From the claustrophobic confines of a ship’s hold to the widespread vistas of the Georgia Ports Authority,s vast Containerport in Garden City, Leigh snapped hundreds of photos. Only a select few will make it to the viewer’s eye.

"This … book will not be pie in the sky. People will look at the photos and see life in all its essence. I’m telling these stories and showing these lives of the men and women who deserve to be recognized and appreciated for their work at the port. I work with the musical composition in my mind: the ship appears on the horizon, sort of like you see on Tybee Island from the beach, and the music starts."

Photography is full of allusions that are musical. It’s like a symphony, an orchestration of components produced by the photographer, who in essence is the conductor. The average person who appreciates photography still does not quite comprehend the artistic values of the creation of a photo. He may see it exhibited on a wall, like a painting, or he more likely will see it published in book form.

Photography is not like painting, not like lithography. We are making images as artists, expressing that particular moment when the shutter opens. A good photograph lets you be there without actually being there.

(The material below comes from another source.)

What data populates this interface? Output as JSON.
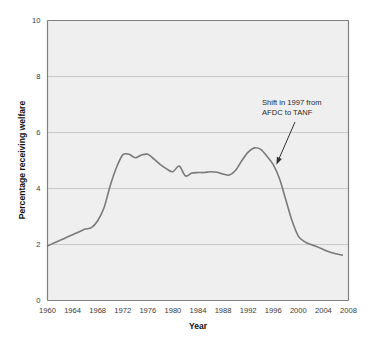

Like: on a ship, getting kaolin dust in your eyes, ears and nose; or, hearing the thundering grating of the slowly but steadily moving skyscraper-like container cargo cranes; seeing the dark, unfriendly Savannah River foaming and churning just a foot away between you and the dock and a tied-up freighter; or standing all alone on a ship’s helm wing, hung out above the ship like the captain who controls every minute movement of his precious ship and its cargo and crew, who scramble below, working with the local International Longshoremen’s Association’s longshoremen, clerks and checkers.

People ask if each time one prints a negative, is that an original (piece of)art?

Leigh says. "I say, exactly. You take your negative to print, and then it s your interpretation, what you want it to say. You create a musical composition. Each print is unique. The cover of Midnight in the Garden of Good and Evil certainly is a unique piece of work. The photo of a statue in Savannah’s Bonaventure Cemetery nearly single-handedly sold the book initially. It is compelling and mysterious, grabbing the eye and making the viewer want to know more, in other words, to read the book.

Leigh said he was extremely disappointed and upset when the family that owns the statue removed it because sightseers were trampling other graves to get to it. He has talked to the family several times since, and now hopes a replica of the statue in the Savannah Historical Museum will act as a magnet to the curious and distract them away from old, beautiful and fragile Bonaventure."

"Remember, I’m from here, and it really saddened and disheartened me that they had to move the statue, " Leigh said. "But, I understand, and I hope that someday things can get back to normal. "

Nonetheless, the photographer is grateful for the opportunity Random House handed him. "I didn’t have a gallery before the book," he explains of the fruits reaped from the book project. "The Garden expanded the audience for my other work. The success has been phenomenal. Garden was a significant turning point in my career."

Oh, and he autographed a copy of Midnight, "… from the Garden. " Wish y’all were here.